For journalists, Twitter is a seductive and dangerous place. It’s a forum in which to see and be seen. Editors encourage journalists to use it in order to promote their work and build their personal brands, which in turn redound to the benefit of their employer. But the way to do that is to be edgy — and journalists who are too edgy often find themselves without a net, and sometimes without a job.

The latest journalist to run afoul of these contradictions (maybe, as we’ll see below) is Lauren Wolfe, who, until last week, was a freelance editor for The New York Times. Yashir Ali, who writes for New York magazine and HuffPost, tweeted last Thursday that Wolfe had been dismissed for tweeting “I have chills” as Joe Biden’s plane was landing in advance of the inauguration. She also tweeted and then deleted criticism that Donald Trump had refused to send a military jet to pick Biden up; that turned out not to be true.

Liberals and fellow journalists on Twitter erupted in outrage over Wolfe’s dismissal, seeing it as a sign that the Times is twisting itself into knots to avoid being accused of bias. For instance, Wesley Lowery, who left The Washington Post after he and executive editor Marty Baron clashed over Lowery’s social-media posts, tweeted, “We allow critics — of good and bad faith — to hang us by our own rope when we conflate objectivity of process with individual objectivity. Someone having or expressing an opinion does not mean they are not capable of providing fair and professional coverage on a topic.” (Lowery now works for the Marshall Project, a well-regarded nonprofit that covers criminal-justice issues.)

Virginia Heffernan, a Los Angeles Times columnist who hosts the soon-to-be-retired podcast “Trumpcast,” also came to Wolfe’s defense in a thread that compared the liberties that The New York Times allowed to swashbucklers of the past like Johnny Apple and David Carr to the locked-down mode that prevails currently. She also defended a tweet by Times contributing columnist Will Wilkinson, who was fired from his position at the Niskanen Center, a think tank, for a dumb tweet in which he joked, “If Biden really wanted unity, he’d lynch Mike Pence.” Sorry, but that’s a tweet too far. Leaving aside the fact that Wilkinson was lampooning insurrectionists who really did want to kill Pence, his tweet was wildly inappropriate, as Wilkinson himself acknowledged by apologizing.

Which brings us back to the matter of Lauren Wolfe, whose tweets strike me as innocuous and in keeping with the relief most of the nation feels at the departure of a president who incited violence against Congress in an attempt to overturn the results of the election. At most, Wolfe should have been taken aside and told, “OK, enough.” But is that really why she was let go? The Times issued a murky statement that read:

There’s a lot of inaccurate information circulating on Twitter. For privacy reasons we don’t get into the details of personnel matters, but we can say that we didn’t end someone’s employment over a single tweet. Out of respect for the individuals involved, we don’t plan to comment further.

Needless to say, that does Wolfe a disservice by leading all of us to speculate what dastardly deeds she committed to warrant having her gig terminated. Ali tweeted, “There were other tweets Wolfe was warned over I’m told but so far don’t know what those tweets are.” If that’s the case, then Wolfe’s publicly getting chills over Biden could be seen as the last straw after a series of missteps. (Even so — seriously?)

In any case, there’s an argument to be made that editors shouldn’t worry about their reporters’ Twitter feeds as much as they do. The all-time classic remains a tweet by Julia Ioffe in December 2016 in which she crudely speculated that Trump was having sex with his daughter Ivanka. Ioffe had already given her notice at Politico in order to accept a job at The Atlantic. Politico terminated her employment immediately. Fortunately for Ioffe, The Atlantic honored its agreement, and she has continued to churn out good work ever since.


§ **Exercise**
Only the pictures should be left out; write out all other data exactly.
(Exercise inputs)
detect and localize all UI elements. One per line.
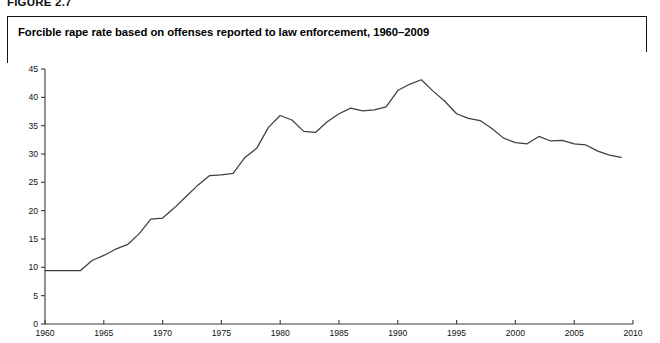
x-tick-label: 2010 [623, 328, 642, 338]
y-tick-label: 5 [33, 291, 38, 301]
y-axis: 051015202530354045 [28, 64, 45, 329]
x-tick-label: 1995 [447, 328, 466, 338]
x-tick-label: 1980 [271, 328, 290, 338]
y-tick-label: 25 [28, 177, 38, 187]
y-tick-label: 40 [28, 92, 38, 102]
figure-container: FIGURE 2.7 Forcible rape rate based on o… [0, 0, 660, 343]
chart-plot-area: 051015202530354045 196019651970197519801… [0, 0, 660, 343]
x-tick-label: 2000 [506, 328, 525, 338]
y-tick-label: 30 [28, 149, 38, 159]
x-tick-label: 1975 [212, 328, 231, 338]
x-axis: 1960196519701975198019851990199520002005… [35, 320, 642, 338]
y-tick-label: 15 [28, 234, 38, 244]
x-tick-label: 1990 [388, 328, 407, 338]
y-tick-label: 10 [28, 262, 38, 272]
y-tick-label: 45 [28, 64, 38, 74]
line-chart: 051015202530354045 196019651970197519801… [0, 0, 660, 343]
line-series [45, 80, 621, 271]
y-tick-label: 20 [28, 206, 38, 216]
y-tick-label: 35 [28, 121, 38, 131]
x-tick-label: 1970 [153, 328, 172, 338]
x-tick-label: 1960 [35, 328, 54, 338]
x-tick-label: 1985 [329, 328, 348, 338]
x-tick-label: 1965 [94, 328, 113, 338]
x-tick-label: 2005 [565, 328, 584, 338]
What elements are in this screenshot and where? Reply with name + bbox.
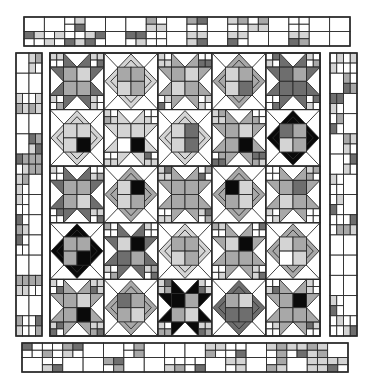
(End Exercise inputs)
§ **Response to this exercise**
detect and localize all UI elements. One per line.
x-tick-label: 2010 [623, 328, 642, 338]
y-tick-label: 5 [33, 291, 38, 301]
y-axis: 051015202530354045 [28, 64, 45, 329]
x-tick-label: 1995 [447, 328, 466, 338]
x-tick-label: 1980 [271, 328, 290, 338]
y-tick-label: 25 [28, 177, 38, 187]
y-tick-label: 40 [28, 92, 38, 102]
figure-container: FIGURE 2.7 Forcible rape rate based on o… [0, 0, 660, 343]
chart-plot-area: 051015202530354045 196019651970197519801… [0, 0, 660, 343]
x-tick-label: 2000 [506, 328, 525, 338]
y-tick-label: 30 [28, 149, 38, 159]
x-tick-label: 1975 [212, 328, 231, 338]
x-axis: 1960196519701975198019851990199520002005… [35, 320, 642, 338]
y-tick-label: 15 [28, 234, 38, 244]
x-tick-label: 1990 [388, 328, 407, 338]
y-tick-label: 10 [28, 262, 38, 272]
y-tick-label: 45 [28, 64, 38, 74]
line-chart: 051015202530354045 196019651970197519801… [0, 0, 660, 343]
line-series [45, 80, 621, 271]
y-tick-label: 20 [28, 206, 38, 216]
y-tick-label: 35 [28, 121, 38, 131]
x-tick-label: 1970 [153, 328, 172, 338]
x-tick-label: 1960 [35, 328, 54, 338]
x-tick-label: 1985 [329, 328, 348, 338]
x-tick-label: 1965 [94, 328, 113, 338]
x-tick-label: 2005 [565, 328, 584, 338]
What elements are in this screenshot and where? Reply with name + bbox.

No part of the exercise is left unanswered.